November 14, 2004 16:04 | MacStuff / WebTech

Firepoop

I can't seem to get Firefox to work on my machine.

Immediately after launch, the only item in the top Menu is "Firefox" (no "File, Edit etc...") and essentially the keyboard is disabled (I can't type a URL into the Address box, or into any form elements).

I poked around a bit yesterday and at seemingly totally random, unreproducable times, the menu bar reappears and the keyboard is reactivated, though sporadically. This "reawakening" would happen after sometimes opening a new window, opening a link in a new tab, closing a tab, closing all windows and clicking on Firefox in the Dock to force it to open a new window...

This is not new to me though. I haven't been able to run Firefox on this machine for months. Yes, I have deleted all Preferences and caches and anything and everything related to Firefox (or any of it's myriad previous codenames).

Believe it or not I have even wiped my hard drive and reinstalled a clean OS, just to get Firefox to work. To. No. Avail.

Frustrating because I know I am missing out on something good. In my poking around yesterday I installed a bunch of very very interesting extensions and tools and such. But the bloody thing only works for me 20% of the time, so it's a no-go.

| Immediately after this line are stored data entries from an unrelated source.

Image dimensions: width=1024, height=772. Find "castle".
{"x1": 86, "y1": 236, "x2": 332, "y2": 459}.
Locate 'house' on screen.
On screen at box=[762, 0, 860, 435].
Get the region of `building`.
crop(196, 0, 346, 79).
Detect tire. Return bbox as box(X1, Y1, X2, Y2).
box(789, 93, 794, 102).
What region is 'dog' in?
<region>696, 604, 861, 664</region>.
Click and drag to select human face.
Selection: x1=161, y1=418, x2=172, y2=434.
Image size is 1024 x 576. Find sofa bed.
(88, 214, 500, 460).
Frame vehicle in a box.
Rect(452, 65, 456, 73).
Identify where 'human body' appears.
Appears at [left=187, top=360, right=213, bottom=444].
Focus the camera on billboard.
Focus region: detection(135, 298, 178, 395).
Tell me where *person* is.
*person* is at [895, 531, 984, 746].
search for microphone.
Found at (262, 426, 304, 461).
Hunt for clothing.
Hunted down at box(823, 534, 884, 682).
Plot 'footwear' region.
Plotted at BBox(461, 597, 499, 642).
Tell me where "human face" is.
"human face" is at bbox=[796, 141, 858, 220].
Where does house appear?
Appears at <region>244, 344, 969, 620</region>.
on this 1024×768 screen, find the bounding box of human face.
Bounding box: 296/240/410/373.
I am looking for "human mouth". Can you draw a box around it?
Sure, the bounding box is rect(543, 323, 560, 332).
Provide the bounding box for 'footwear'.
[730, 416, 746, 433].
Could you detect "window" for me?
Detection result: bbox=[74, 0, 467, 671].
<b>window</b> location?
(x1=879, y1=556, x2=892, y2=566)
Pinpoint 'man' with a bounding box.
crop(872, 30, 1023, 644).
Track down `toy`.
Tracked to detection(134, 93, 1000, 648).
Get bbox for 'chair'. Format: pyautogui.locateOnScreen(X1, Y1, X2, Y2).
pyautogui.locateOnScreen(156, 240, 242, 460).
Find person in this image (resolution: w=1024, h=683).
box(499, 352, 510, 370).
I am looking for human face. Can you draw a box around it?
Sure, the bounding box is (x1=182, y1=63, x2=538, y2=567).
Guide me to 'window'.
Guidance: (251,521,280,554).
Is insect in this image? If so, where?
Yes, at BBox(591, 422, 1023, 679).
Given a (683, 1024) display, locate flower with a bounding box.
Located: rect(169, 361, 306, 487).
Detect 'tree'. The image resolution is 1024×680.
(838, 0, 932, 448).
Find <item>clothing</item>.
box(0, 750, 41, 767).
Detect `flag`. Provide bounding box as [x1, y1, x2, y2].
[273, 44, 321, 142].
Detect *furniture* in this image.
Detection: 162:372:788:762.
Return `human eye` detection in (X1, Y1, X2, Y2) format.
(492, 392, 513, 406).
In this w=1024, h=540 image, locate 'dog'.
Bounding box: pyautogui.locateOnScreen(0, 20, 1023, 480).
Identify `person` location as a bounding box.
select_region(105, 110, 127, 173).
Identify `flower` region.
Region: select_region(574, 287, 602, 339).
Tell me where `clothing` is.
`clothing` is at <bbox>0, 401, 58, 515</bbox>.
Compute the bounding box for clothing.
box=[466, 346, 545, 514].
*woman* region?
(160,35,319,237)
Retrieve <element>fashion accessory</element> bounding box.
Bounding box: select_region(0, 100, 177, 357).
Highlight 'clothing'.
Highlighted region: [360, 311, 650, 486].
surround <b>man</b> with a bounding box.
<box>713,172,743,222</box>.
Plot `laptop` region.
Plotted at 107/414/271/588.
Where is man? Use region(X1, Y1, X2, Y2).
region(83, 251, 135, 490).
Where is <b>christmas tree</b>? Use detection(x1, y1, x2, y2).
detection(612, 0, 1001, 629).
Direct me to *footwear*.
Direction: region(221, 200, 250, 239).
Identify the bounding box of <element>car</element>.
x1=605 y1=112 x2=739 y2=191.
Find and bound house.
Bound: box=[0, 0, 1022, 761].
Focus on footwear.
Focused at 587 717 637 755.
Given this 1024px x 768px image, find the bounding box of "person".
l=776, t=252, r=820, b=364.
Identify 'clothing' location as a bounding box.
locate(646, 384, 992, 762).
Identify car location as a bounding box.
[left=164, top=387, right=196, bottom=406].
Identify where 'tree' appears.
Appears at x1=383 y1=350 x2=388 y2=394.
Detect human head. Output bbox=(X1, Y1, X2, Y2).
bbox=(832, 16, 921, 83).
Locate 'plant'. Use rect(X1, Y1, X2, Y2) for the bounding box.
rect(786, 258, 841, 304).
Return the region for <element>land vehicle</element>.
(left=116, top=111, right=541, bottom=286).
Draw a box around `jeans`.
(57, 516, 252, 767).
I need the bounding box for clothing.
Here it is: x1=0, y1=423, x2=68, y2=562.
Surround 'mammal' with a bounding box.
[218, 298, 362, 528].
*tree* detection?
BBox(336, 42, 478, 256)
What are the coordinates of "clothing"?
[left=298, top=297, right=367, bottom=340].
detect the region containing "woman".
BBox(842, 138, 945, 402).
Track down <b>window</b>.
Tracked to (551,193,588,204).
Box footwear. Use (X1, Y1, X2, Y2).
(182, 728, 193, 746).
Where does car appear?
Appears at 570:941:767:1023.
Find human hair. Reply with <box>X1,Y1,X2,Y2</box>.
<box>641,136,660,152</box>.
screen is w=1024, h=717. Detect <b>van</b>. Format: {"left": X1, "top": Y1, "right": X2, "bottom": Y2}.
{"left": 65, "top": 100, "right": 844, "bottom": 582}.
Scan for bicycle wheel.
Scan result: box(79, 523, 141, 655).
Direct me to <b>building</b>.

On a tangentially related note, the DNS issues I have been experiencing lately with all webbroswers, where the browser times out saying "Address not found" only to find it as soon I refresh, seems to be fixed by running the built-in system cleanup CRON jobs (daily, weekly, monthly). These scripts run on their own IF your machine is on and awake at the time they are set to run (early morning apparently). This means many many people never, or very very rarely have them run.

For you fine folks, here is some info on how to do this.

Comments

Pour les problèmes de DNS, j'ai eu la m√™me situation voici quelques semaines et j'ai trouvé ceci comme seul moyen pour y remédier: ne pas laisser vide le champ ¬´DNS servers¬ª dans Network. Juste √† lui donner une adresse IP d'un serveur DNS et hop! le problème est disparu.